Despite the impressive words contained in Article 45, they have had no real impact on the human
rights situation of Irish people during the recession. This is because, according to its text, this provision
was drafted for the general guidance of the Parliament. It states:
The application of those principles in the making of laws shall be in the care of the Oireachtas
[Irish Parliament] exclusively, and shall not be cognisable by any Court under any of the provisions
of this Constitution.
Therefore the principles were inserted into the Constitution to give guidance to the Parliament
when enacting laws and they are not cognisable which essentially means they are not justiciable.
Indeed, the Courts have been incredibly cautious in their approach to Article 45.
1.2. Unenumerated Economic, Social and Cultural Rights
The Irish courts have not been very willing to recognise economic, social and cultural rights which are
not explicitly set out in the constitution, despite the doctrine of unenumerated rights. However, they
have recognised the right to work or earn a livelihood18. In Murtagh Properties v Cleary19 it was held
that this right was one of the personal rights as set out in Article 40.3. In this case Kenny J referred
to the Directive Principles of Social Policy in Article 45 which includes mention of the right to an
adequate means of livelihood. However, this right was limited in subsequent cases20. The Irish courts
have also dealt with the right to strike to a certain extent, although this is not without controversy.
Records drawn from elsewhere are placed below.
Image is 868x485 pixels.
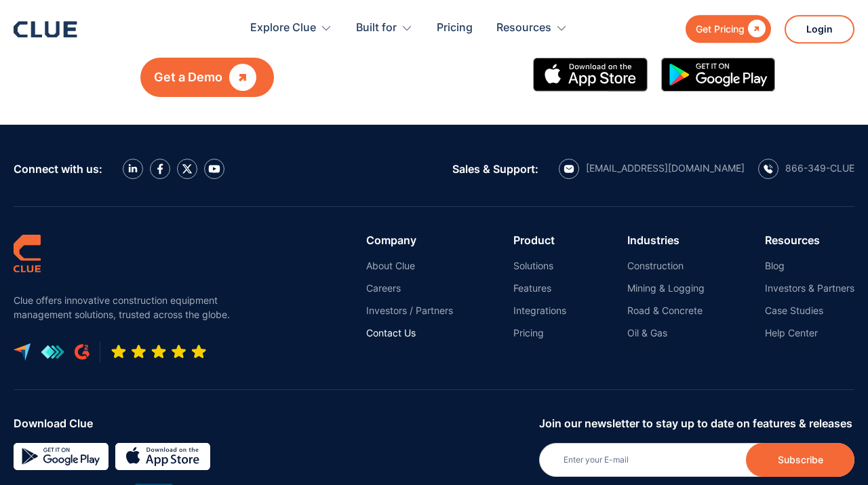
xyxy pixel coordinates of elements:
[356,6,413,50] div: Built for
[74,344,89,360] img: G2 review platform icon
[14,234,40,273] img: clue logo simple
[765,327,854,339] a: Help Center
[746,443,854,477] input: Subscribe
[250,6,333,50] div: Explore Clue
[765,305,854,317] a: Case Studies
[366,282,453,294] a: Careers
[40,344,64,359] img: get app logo
[784,15,854,43] a: Login
[564,164,574,173] img: email icon
[182,164,193,175] img: X icon twitter
[661,58,776,92] img: Google simple icon
[627,305,705,317] a: Road & Concrete
[14,443,108,470] img: Google simple icon
[110,344,207,360] img: Five-star rating icon
[539,443,854,477] input: Enter your E-mail
[452,163,538,175] div: Sales & Support:
[513,260,566,272] a: Solutions
[366,234,453,246] div: Company
[558,159,745,179] a: email icon[EMAIL_ADDRESS][DOMAIN_NAME]
[685,15,771,43] a: Get Pricing
[586,162,745,175] div: [EMAIL_ADDRESS][DOMAIN_NAME]
[14,344,30,361] img: capterra logo icon
[765,282,854,294] a: Investors & Partners
[154,69,222,86] div: Get a Demo
[366,305,453,317] a: Investors / Partners
[366,327,453,339] a: Contact Us
[765,260,854,272] a: Blog
[758,159,854,179] a: calling icon866-349-CLUE
[496,6,551,50] div: Resources
[366,260,453,272] a: About Clue
[436,6,473,50] a: Pricing
[230,69,256,86] div: 
[496,6,568,50] div: Resources
[627,260,705,272] a: Construction
[129,164,138,173] img: LinkedIn icon
[356,6,397,50] div: Built for
[250,6,316,50] div: Explore Clue
[14,163,102,175] div: Connect with us:
[763,164,773,174] img: calling icon
[513,305,566,317] a: Integrations
[539,417,854,429] div: Join our newsletter to stay up to date on features & releases
[627,234,705,246] div: Industries
[14,293,237,321] p: Clue offers innovative construction equipment management solutions, trusted across the globe.
[696,20,745,38] div: Get Pricing
[513,282,566,294] a: Features
[785,162,854,175] div: 866-349-CLUE
[513,234,566,246] div: Product
[533,58,648,92] img: Apple Store
[116,443,210,470] img: download on the App store
[745,20,766,38] div: 
[627,327,705,339] a: Oil & Gas
[765,234,854,246] div: Resources
[157,164,163,175] img: facebook icon
[800,420,868,485] iframe: Chat Widget
[513,327,566,339] a: Pricing
[209,164,220,173] img: YouTube Icon
[141,58,274,97] a: Get a Demo
[627,282,705,294] a: Mining & Logging
[14,417,529,429] div: Download Clue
Under the unenumerated rights doctrine, the Courts have recognised a number of civil and political
rights which have socio-economic elements21. In this context, the Irish courts have recognised a right
to legal aid in both criminal22 and civil matters23. They have also recognised the requirement that the
State protect the health of persons being held in custody and the right of a prisoner not to have their
health endangered24 under the rubric of the right to bodily integrity.
Tierney v Amalgamated Society of Woodworkers [1959] IR 254.
Murtagh Properties v Cleary [1972] IR 330.
20 See Greally v Minister for Education (No 2) [1999] 1 IR 1 and Attorney-General v Paperlink [1984] ILRM 373.
21See FENNELLY, D., Economic, Social & Cultural Rights in Irish Constitutional Law. Submission in relation to the
Constitutional Convention, 22nd February 2014, p. 6.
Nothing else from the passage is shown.